Boycott the lot
It is the ideological quandary of the age: we know we ought to be boycotting stuff, but what, exactly? And whom? In these days of the media takedown, the Twitter pile-on, the meaningless digital petition and the non-specific accusatory whinge, it’s not about what you say or do or even what you believe, it’s whom you cancel that matters. If you’re a dim young actor who’s never read a book or formed a real opinion then just say “I stand four square with anyone who doesn’t feel seen by the Sorting Hat” and — woohoo! — you’re a Gen-Z identity hero and proud recipient of the Order of the Golden Snowflake.
So pity poor Harry and Meghan, those heroic campaigners for nobody is quite sure what, proud warriors for nothing in particular, brave footmen of the revolution against … stuff. For in giving their support to the Stop Hate for Profit initiative this week, they asked the organisers for advice on “which brands they could help target”.
Really, guys? You genuinely need to be told what not to buy or support in order to look woke? Let me see … I think those nice knobbly avocados are still out, on account of the whole Israel thing. Car firms are no good coz of global warming. Ditto energy companies, airlines, shipping people, anyone who farms animals for meat (or anything else), any company without a female chief executive or that pays some staff members slightly different amounts from others, or has ever benefited from any form of inequality in the past, or still has any objects or books in any of its buildings from “the evil times”, which means effectively before last Tuesday. So, basically, apart from not-for-profit enterprises set up in the last ten days by young people who care deeply about whatever is in the news this week, but will move on to other stuff when the wind changes, the best advice would be to boycott … everything.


▶ [Directions for this task]: Keyword search on "Начислить": report each line of the records that contains it.

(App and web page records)
▽
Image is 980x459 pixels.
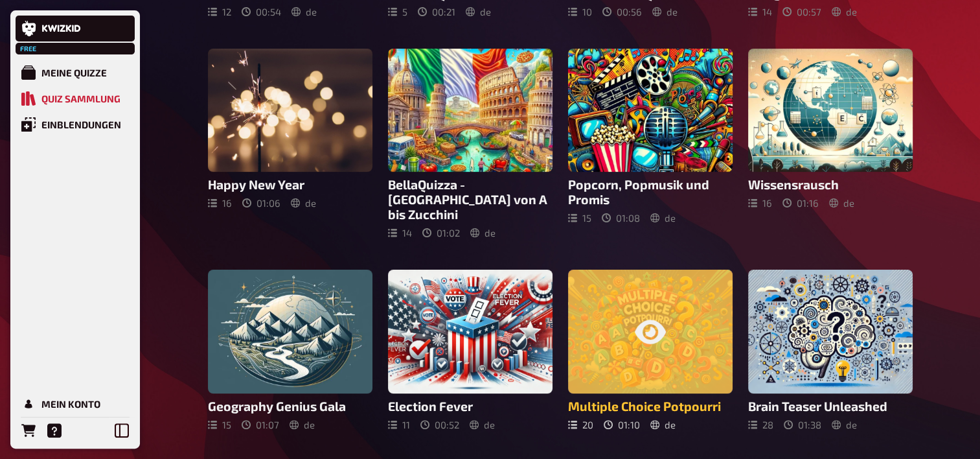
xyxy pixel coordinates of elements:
div: de [466,6,491,18]
a: Geography Genius Gala1501:07de [207,270,372,431]
div: 00 : 54 [242,6,282,18]
div: 10 [568,6,592,18]
div: de [291,6,317,18]
a: BellaQuizza - [GEOGRAPHIC_DATA] von A bis Zucchini1401:02de [388,49,552,239]
div: 01 : 08 [602,211,640,223]
div: 01 : 02 [423,227,460,239]
a: Meine Quizze [16,59,134,86]
div: Einblendungen [42,119,121,131]
div: 20 [568,419,593,431]
div: 28 [748,419,773,431]
a: Wissensrausch1601:16de [748,49,913,239]
a: Popcorn, Popmusik und Promis1501:08de [568,49,733,239]
a: Quiz Sammlung [16,86,134,111]
div: 00 : 57 [782,6,821,18]
div: 15 [207,419,231,431]
div: 12 [207,6,231,18]
h3: BellaQuizza - [GEOGRAPHIC_DATA] von A bis Zucchini [388,177,552,221]
div: de [829,197,854,209]
div: 01 : 38 [784,419,821,431]
h3: Brain Teaser Unleashed [748,399,913,413]
div: de [651,211,676,223]
div: 01 : 07 [242,419,280,431]
div: 01 : 16 [782,197,819,209]
div: de [651,419,676,431]
div: de [832,6,857,18]
h3: Geography Genius Gala [207,399,372,413]
div: 01 : 06 [243,197,281,209]
a: Hilfe [42,417,67,443]
span: Free [17,45,40,53]
h3: Election Fever [388,399,552,413]
div: de [471,227,496,239]
a: Mein Konto [16,391,134,417]
div: 00 : 21 [418,6,456,18]
div: de [832,419,857,431]
div: de [470,419,495,431]
h3: Happy New Year [207,177,372,192]
h3: Wissensrausch [748,177,913,192]
h3: Multiple Choice Potpourri [568,399,733,413]
a: Happy New Year1601:06de [207,49,372,239]
div: 00 : 52 [421,419,460,431]
div: de [289,419,315,431]
div: Meine Quizze [42,67,107,78]
a: Multiple Choice Potpourri2001:10de [568,270,733,431]
div: de [653,6,678,18]
a: Einblendungen [16,111,134,137]
div: 5 [388,6,407,18]
div: 00 : 56 [602,6,642,18]
a: Bestellungen [16,417,42,443]
div: 15 [568,211,591,223]
div: 11 [388,419,410,431]
div: 14 [748,6,773,18]
h3: Popcorn, Popmusik und Promis [568,177,733,207]
div: 01 : 10 [604,419,640,431]
div: Quiz Sammlung [42,93,121,104]
div: de [291,197,317,209]
a: Brain Teaser Unleashed2801:38de [748,270,913,431]
div: 16 [748,197,773,209]
div: 16 [207,197,232,209]
a: Election Fever1100:52de [388,270,552,431]
div: 14 [388,227,412,239]
div: Mein Konto [42,398,100,409]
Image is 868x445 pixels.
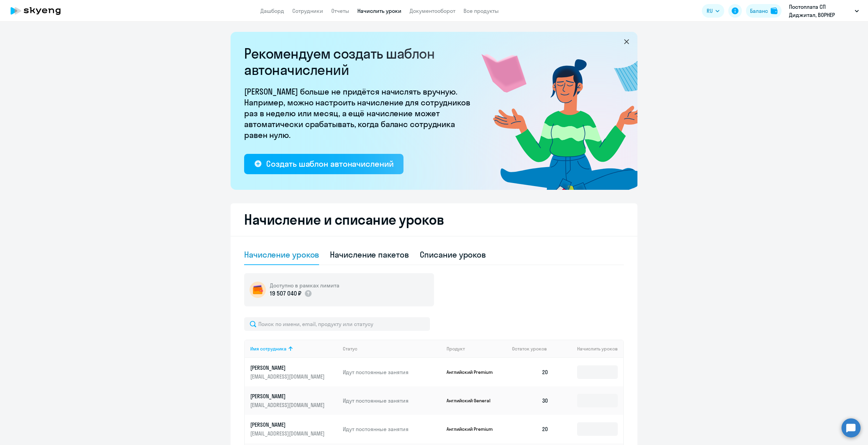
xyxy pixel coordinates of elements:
button: RU [702,4,724,18]
p: [EMAIL_ADDRESS][DOMAIN_NAME] [250,401,326,409]
h2: Рекомендуем создать шаблон автоначислений [244,46,475,78]
div: Продукт [446,346,507,352]
h5: Доступно в рамках лимита [270,282,339,289]
p: Идут постоянные занятия [343,397,441,405]
a: Отчеты [331,7,350,14]
p: Постоплата СП Диджитал, ВОРНЕР МЬЮЗИК, ООО [789,3,852,19]
p: 19 507 040 ₽ [270,289,301,298]
div: Начисление пакетов [330,249,409,260]
button: Постоплата СП Диджитал, ВОРНЕР МЬЮЗИК, ООО [786,3,862,19]
p: Английский Premium [446,369,497,375]
div: Баланс [750,7,768,15]
div: Продукт [446,346,465,352]
p: Идут постоянные занятия [343,369,441,376]
a: Начислить уроки [357,7,401,14]
input: Поиск по имени, email, продукту или статусу [244,318,430,331]
p: [PERSON_NAME] больше не придётся начислять вручную. Например, можно настроить начисление для сотр... [244,86,475,140]
div: Создать шаблон автоначислений [266,158,393,169]
div: Начисление уроков [244,249,319,260]
button: Создать шаблон автоначислений [244,154,403,174]
h2: Начисление и списание уроков [244,212,624,228]
div: Списание уроков [420,249,486,260]
p: [PERSON_NAME] [250,393,326,400]
span: Остаток уроков [512,346,547,352]
p: Английский General [446,398,497,404]
a: [PERSON_NAME][EMAIL_ADDRESS][DOMAIN_NAME] [250,421,337,438]
p: [EMAIL_ADDRESS][DOMAIN_NAME] [250,430,326,438]
div: Статус [343,346,441,352]
p: Английский Premium [446,427,497,432]
div: Имя сотрудника [250,346,286,352]
p: [EMAIL_ADDRESS][DOMAIN_NAME] [250,373,326,380]
div: Остаток уроков [512,346,554,352]
p: [PERSON_NAME] [250,364,326,371]
td: 20 [506,415,554,444]
a: [PERSON_NAME][EMAIL_ADDRESS][DOMAIN_NAME] [250,393,337,409]
div: Имя сотрудника [250,346,337,352]
div: Статус [343,346,357,352]
td: 30 [506,386,554,415]
th: Начислить уроков [554,340,623,358]
button: Балансbalance [746,4,781,18]
a: Документооборот [409,7,455,14]
img: wallet-circle.png [249,282,266,298]
a: Сотрудники [292,7,323,14]
img: balance [771,7,777,14]
a: [PERSON_NAME][EMAIL_ADDRESS][DOMAIN_NAME] [250,364,337,380]
a: Все продукты [463,7,499,14]
span: RU [707,7,713,15]
td: 20 [506,358,554,386]
a: Дашборд [260,7,284,14]
p: Идут постоянные занятия [343,426,441,433]
p: [PERSON_NAME] [250,421,326,429]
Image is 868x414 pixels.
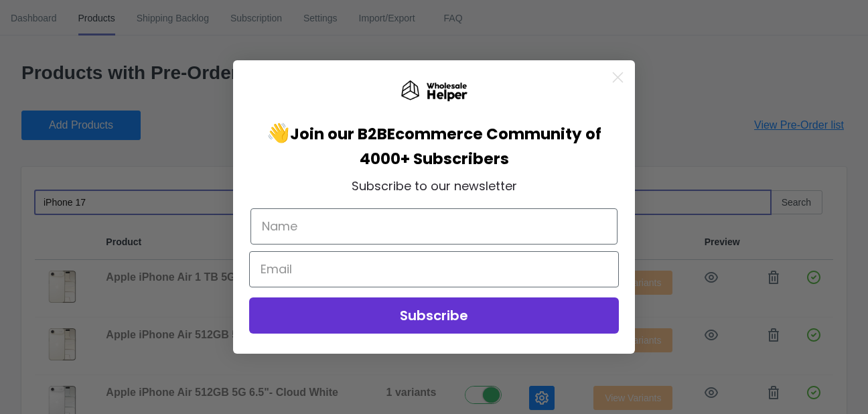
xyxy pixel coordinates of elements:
[352,177,517,195] span: Subscribe to our newsletter
[360,123,602,170] span: Ecommerce Community of 4000+ Subscribers
[249,298,619,333] button: Subscribe
[606,66,629,89] button: Close dialog
[290,123,387,145] span: Join our B2B
[401,81,467,101] img: Wholesale Helper Logo
[250,208,618,244] input: Name
[249,251,619,288] input: Email
[267,120,387,146] span: 👋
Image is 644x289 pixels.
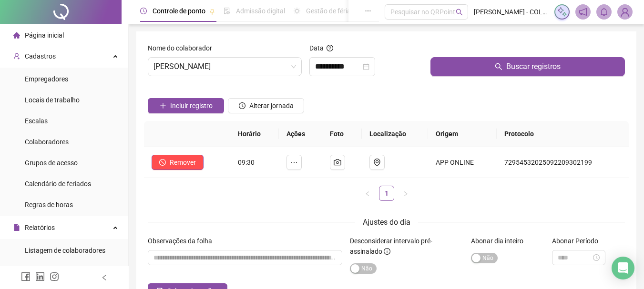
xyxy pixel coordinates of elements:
[159,159,166,166] span: stop
[154,57,296,76] span: BRENDA CRISTINA MARANGÃO
[323,121,361,147] th: Foto
[148,43,218,53] label: Nome do colaborador
[373,158,381,166] span: environment
[579,8,588,16] span: notification
[398,186,414,201] li: Próxima página
[238,158,254,166] span: 09:30
[600,8,608,16] span: bell
[279,121,323,147] th: Ações
[384,248,391,254] span: info-circle
[148,236,218,246] label: Observações da folha
[403,191,408,197] span: right
[327,45,333,51] span: question-circle
[25,96,80,104] span: Locais de trabalho
[25,246,105,254] span: Listagem de colaboradores
[557,7,567,17] img: sparkle-icon.fc2bf0ac1784a2077858766a79e2daf3.svg
[363,217,411,227] span: Ajustes do dia
[497,121,629,147] th: Protocolo
[13,53,20,59] span: user-add
[306,7,354,15] span: Gestão de férias
[495,63,503,71] span: search
[25,180,91,187] span: Calendário de feriados
[506,61,561,72] span: Buscar registros
[140,8,147,14] span: clock-circle
[152,155,203,170] button: Remover
[101,274,108,281] span: left
[611,256,634,279] div: Open Intercom Messenger
[350,237,432,255] span: Desconsiderar intervalo pré-assinalado
[21,272,31,281] span: facebook
[360,186,375,201] li: Página anterior
[428,121,497,147] th: Origem
[170,101,213,111] span: Incluir registro
[428,147,497,178] td: APP ONLINE
[334,158,341,166] span: camera
[398,186,414,201] button: right
[239,102,246,109] span: clock-circle
[474,7,549,17] span: [PERSON_NAME] - COLÉGIO ÁGAPE DOM BILINGUE
[160,102,166,109] span: plus
[13,224,20,231] span: file
[25,223,55,231] span: Relatórios
[25,52,56,60] span: Cadastros
[224,8,230,14] span: file-done
[360,186,375,201] button: left
[25,117,48,125] span: Escalas
[456,9,463,16] span: search
[236,7,285,15] span: Admissão digital
[294,8,300,14] span: sun
[35,272,45,281] span: linkedin
[379,186,394,201] li: 1
[309,44,324,52] span: Data
[362,121,429,147] th: Localização
[365,191,370,197] span: left
[228,103,304,110] a: Alterar jornada
[497,147,629,178] td: 72954532025092209302199
[552,236,604,246] label: Abonar Período
[430,57,625,76] button: Buscar registros
[290,158,298,166] span: ellipsis
[230,121,279,147] th: Horário
[13,32,20,39] span: home
[25,31,64,39] span: Página inicial
[25,75,68,83] span: Empregadores
[471,236,530,246] label: Abonar dia inteiro
[25,138,69,146] span: Colaboradores
[365,8,371,14] span: ellipsis
[228,98,304,113] button: Alterar jornada
[25,159,78,167] span: Grupos de acesso
[148,98,224,113] button: Incluir registro
[249,101,294,111] span: Alterar jornada
[153,7,206,15] span: Controle de ponto
[379,186,394,201] a: 1
[209,9,215,14] span: pushpin
[25,201,73,208] span: Regras de horas
[49,272,59,281] span: instagram
[170,157,196,168] span: Remover
[618,5,632,19] img: 58712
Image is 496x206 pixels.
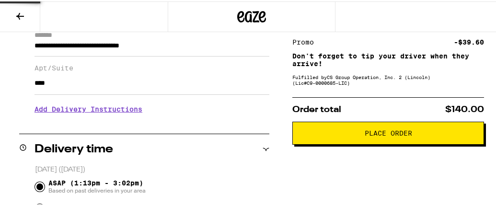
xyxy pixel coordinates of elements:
label: Apt/Suite [35,63,269,70]
span: Based on past deliveries in your area [48,186,146,193]
button: Place Order [292,120,484,143]
h3: Add Delivery Instructions [35,97,269,119]
p: We'll contact you at [PHONE_NUMBER] when we arrive [35,119,269,127]
span: Place Order [365,128,412,135]
div: Fulfilled by CS Group Operation, Inc. 2 (Lincoln) (Lic# C9-0000685-LIC ) [292,73,484,84]
span: Order total [292,104,341,113]
div: -$39.60 [454,37,484,44]
p: [DATE] ([DATE]) [35,164,269,173]
div: Promo [292,37,321,44]
h2: Delivery time [35,142,113,154]
span: Hi. Need any help? [6,7,69,14]
span: ASAP (1:13pm - 3:02pm) [48,178,146,193]
p: Don't forget to tip your driver when they arrive! [292,51,484,66]
span: $140.00 [445,104,484,113]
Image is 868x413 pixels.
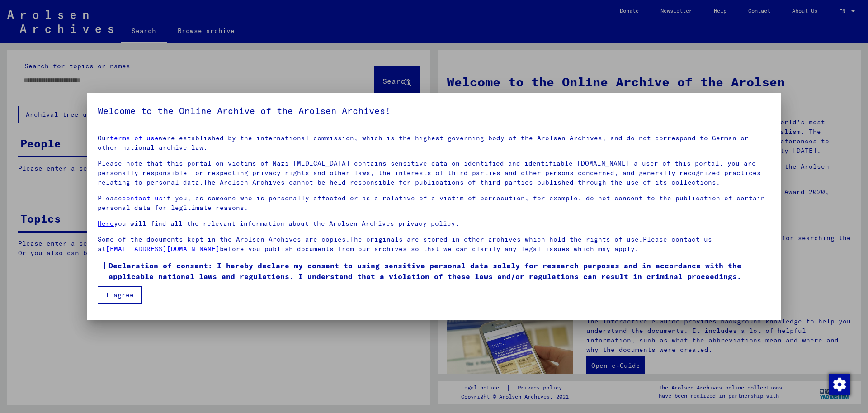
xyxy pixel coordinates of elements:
p: Our were established by the international commission, which is the highest governing body of the ... [98,134,771,152]
p: you will find all the relevant information about the Arolsen Archives privacy policy. [98,219,771,229]
a: Here [98,220,114,227]
p: Please note that this portal on victims of Nazi [MEDICAL_DATA] contains sensitive data on identif... [98,159,771,187]
h5: Welcome to the Online Archive of the Arolsen Archives! [98,104,771,118]
a: contact us [122,194,163,202]
p: Please if you, as someone who is personally affected or as a relative of a victim of persecution,... [98,193,771,213]
span: Declaration of consent: I hereby declare my consent to using sensitive personal data solely for r... [109,260,771,282]
p: Some of the documents kept in the Arolsen Archives are copies.The originals are stored in other a... [98,235,771,254]
a: [EMAIL_ADDRESS][DOMAIN_NAME] [106,245,220,253]
a: terms of use [110,134,159,142]
img: Change consent [829,373,850,395]
button: I agree [98,286,141,304]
△
▶ [Answer for this exercise]:
a: Начислить уроки [357,7,401,14]
th: Начислить уроков [554,340,623,358]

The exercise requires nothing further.